Department meeting - presentation by Przemysław Kurek

We invite you to the Department of Political Economy meeting, which will take place on 7.11.2023 at 17:00 in room A409.

Przemysław Kurek will present his research on "How to apply Causal Inference in observational studies? Conditional Instrumental Variable analysis based on the Causal Diagram approach: The impact of Foreign Language Skills on Wages" (abstract below). This part of the meeting will be held in English.

In the second part of the meeting we will discuss current organizational issues of the Department (in Polish).

Abstract
While the impact of Foreign Language Skills on wages is the phenomenon investigated by many researchers, strict causal evidence in this matter can not be present, as this setting is purely observational.
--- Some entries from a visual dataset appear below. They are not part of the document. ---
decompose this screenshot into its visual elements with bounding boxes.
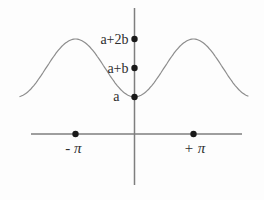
point-a-plus-b-dot	[131, 65, 137, 71]
y-label-a-plus-b: a+b	[107, 61, 128, 76]
x-label-neg-pi: - π	[65, 140, 82, 156]
point-neg-pi-dot	[72, 131, 78, 137]
point-pos-pi-dot	[190, 131, 196, 137]
function-plot: a+2b a+b a - π + π	[0, 0, 264, 200]
y-label-a: a	[113, 89, 120, 104]
point-a-plus-2b-dot	[131, 36, 137, 42]
x-label-pos-pi: + π	[184, 140, 206, 156]
point-a-dot	[131, 94, 137, 100]
y-label-a-plus-2b: a+2b	[100, 32, 128, 47]
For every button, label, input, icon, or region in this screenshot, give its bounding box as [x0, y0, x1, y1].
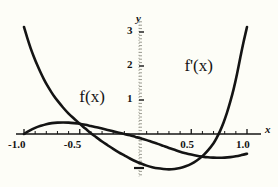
curve-f-prime-of-x [24, 27, 247, 169]
y-tick-label: 3 [127, 24, 133, 36]
x-tick-label: -1.0 [8, 138, 25, 150]
curve-label-f-prime: f'(x) [184, 56, 213, 76]
plot-graphics [0, 0, 278, 187]
y-tick-label: 1 [127, 92, 133, 104]
x-tick-label: -0.5 [64, 138, 81, 150]
x-axis-ticks [24, 129, 247, 134]
y-axis-label: y [136, 12, 141, 24]
x-tick-label: 0.5 [180, 138, 194, 150]
y-tick-label: 2 [127, 58, 133, 70]
y-axis-ticks [134, 22, 144, 175]
x-axis-label: x [265, 123, 271, 135]
curve-f-of-x [24, 122, 247, 157]
x-tick-label: 1.0 [236, 138, 250, 150]
plot-canvas: y x f(x) f'(x) -1.0-0.50.51.0123 [0, 0, 278, 187]
curve-label-f: f(x) [79, 87, 104, 107]
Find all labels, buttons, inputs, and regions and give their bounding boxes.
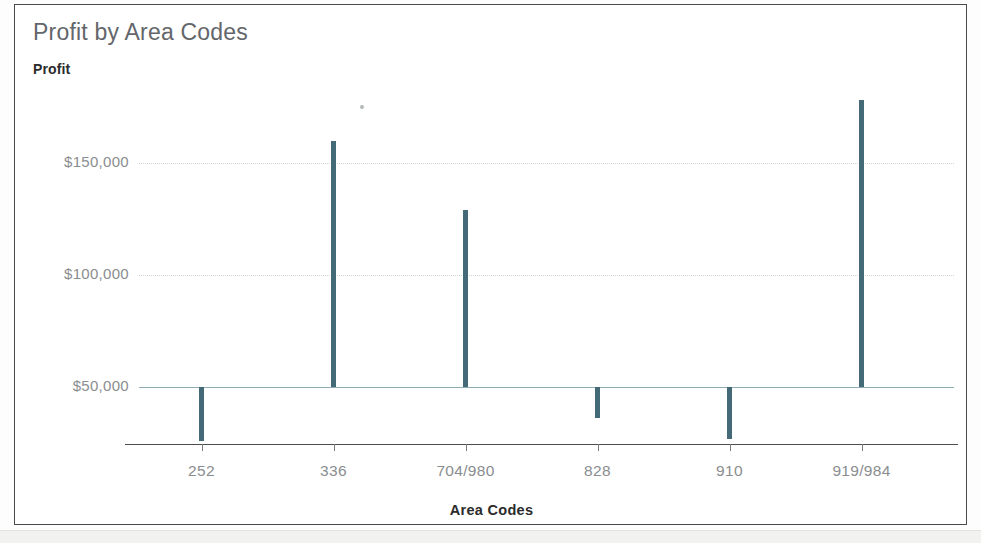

Existing studies base mostly on cross-section correlational modelling and are subject to many sources of bias: Attenuation Bias, Bicausality Bias, Confounding Bias and Selection Bias. In this study we present how to improve the quality of the current approach using Causal Diagram methodology. First, we point out that simple correlational models with control variables are addressing only one of those sources of endogeneity leaving in most cases other sources intact and possibly result in the systematically biased estimations. Second, by the inclusion of control variables, the possibility of including Bias-Inducing variables also arises. In order to better address these problems we suggest using a Conditional Instrumental Variable (IV) approach based on Causal Diagram methodology taking mother and father education as conditional instruments. These potential instruments were not used in this setting before, as the classical IV assumptions were not satisfied. However, in the Causal Diagram methodology the IV assumptions are formulated differently, and therefore allows for much more convenient variable selection in the Conditional IV models. This opens the possibility to explore new instruments, which still have the downside of being control-dependent, but have the potential to bring additional information as they address all sources of endogeneity.